WASP-178 has a spectral type of A1IV-V, indicating that it is in an evolutionary stage between a main sequence star and a subgiant. The star is comparable to Sirius A in mass and radius, but slightly cooler, older, and less luminous. It is about twice as massive as the Sun and has a radius of 1.7 R☉,[4] with an effective temperature of roughly 9,000 K. A 2019 estimate of 9,360±150 K makes WASP-178 the second-hottest host to a hot Jupiter ever discovered, behind KELT-9 (10,170 K) and ahead of MASCARA-2 (8,980 K),[3] though a lower estimate (8,640+500 −240K) provided by another paper[5] may put it below MASCARA-2. The star is around 20 times brighter than the Sun and is about 140 million years old.[4] For comparison, Sirius A has a mass of 2.063 M☉,[8] a radius of 1.711 R☉,[9] an effective temperature of 9,940 K,[10] a luminosity of 25.4 L☉,[9] and an age of 242 Myr.[8]
Much like Sirius A, the star is a likely Am star and a slow rotator, with a rotational velocity of 8.2–12.2 km/s.[3][5] For comparison, Sirius A has a rotational velosity of 16 km/s,[11] while typical A-type stars rotate much faster at around 160 km/s.[12] It has a near-[5] or above-solar[3]metallicity.
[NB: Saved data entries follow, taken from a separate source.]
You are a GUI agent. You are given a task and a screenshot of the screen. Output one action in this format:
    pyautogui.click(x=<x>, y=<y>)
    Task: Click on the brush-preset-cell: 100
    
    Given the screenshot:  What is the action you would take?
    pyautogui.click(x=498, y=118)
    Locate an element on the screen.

The star is rich in chromium, nickel, yttrium, and barium, while being slightly poor in calcium and scandium.[3]
Variability
Aside from periodic dimming caused by the transiting planet, the star experiences regular oscillations in brightness by a few thousandths of a magnitude. The period at which the oscillations occur is measured to be 0.185 days, almost exactly one-eighteenth of WASP-178b's orbital period. The planet's mass is likely too small to cause periodic swaying of the host star, therefore it remains to be known whether this is merely coincidental.[5]
Significant excess noise in the astrometry, totaling to 0.18 milliarcseconds in 254 astrometric measurements, is reported for WASP-178 in the Gaia DR2 catalogue. This may suggest a previously unresolved and invisible binary companion.[3]
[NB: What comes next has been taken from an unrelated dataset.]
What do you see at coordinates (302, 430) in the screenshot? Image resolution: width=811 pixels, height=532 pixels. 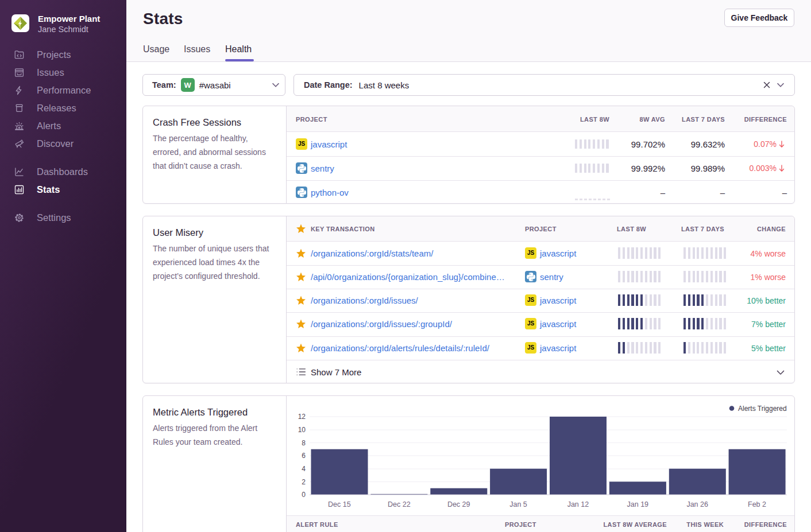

In 2019, two teams, part of the WASP and KELTplanet surveys respectively, independently reported the discovery of an exoplanet orbiting the star using the transit method.[3][5] The planet was revealed to be an ultra-hot Jupiter revolving around the star every 3.3 days a mere 0.0558 AU (8,350,000 km) away, heating its surface up to a white-hot 2,470 K (2,200 °C; 3,990 °F).[3] As a result of intense stellar radiation it receives, some of the highest known in an ultra-hot Jupiter,[13] the planet's atmosphere is inflated to a radius of 1.81±0.09RJ[3] or 1.940+0.060 −0.058RJ,[5] placing it among the largest planets discovered so far.
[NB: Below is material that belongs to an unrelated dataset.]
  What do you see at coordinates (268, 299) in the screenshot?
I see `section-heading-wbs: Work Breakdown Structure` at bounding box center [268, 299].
Photometric observations at the CHEOPSspace telescope revealed that the planet has a low geometric albedo of 0.1–0.35, typical of giant planets.[14] Based on this, the dayside temperature of WASP-178b is estimated at 2,250–2,800 K,[14] more than enough to vaporize silicate rock.[15] As one side of the planet always faces the star (tidal locking), the atmosphere on the heated daytime side blows across the planet toward the nighttime side in winds reaching upwards of 2,000 miles per hour (3,200 km/h).[15] On the nightside of the planet, minerals that evaporated on the dayside may cool and condense into rock that pours down from clouds as rain.[15]Silicon monoxide in particular was reported to have been discovered on WASP-178b in 2022, the first time the compound was detected in an exoplanet, but consistent with theoretical models on silicate minerals at high temperatures.[16] In 2024, however, a follow-up study found that the atmosphere was instead more likely dominated by ionizedmagnesium and iron.[17]
^Adelman, Saul J. (8–13 July 2004). "The Physical Properties of normal A stars". Proceedings of the International Astronomical Union. Vol. 2004. Poprad, Slovakia: Cambridge University Press. pp. 1–11. Bibcode:2004IAUS..224....1A. doi:10.1017/S1743921304004314.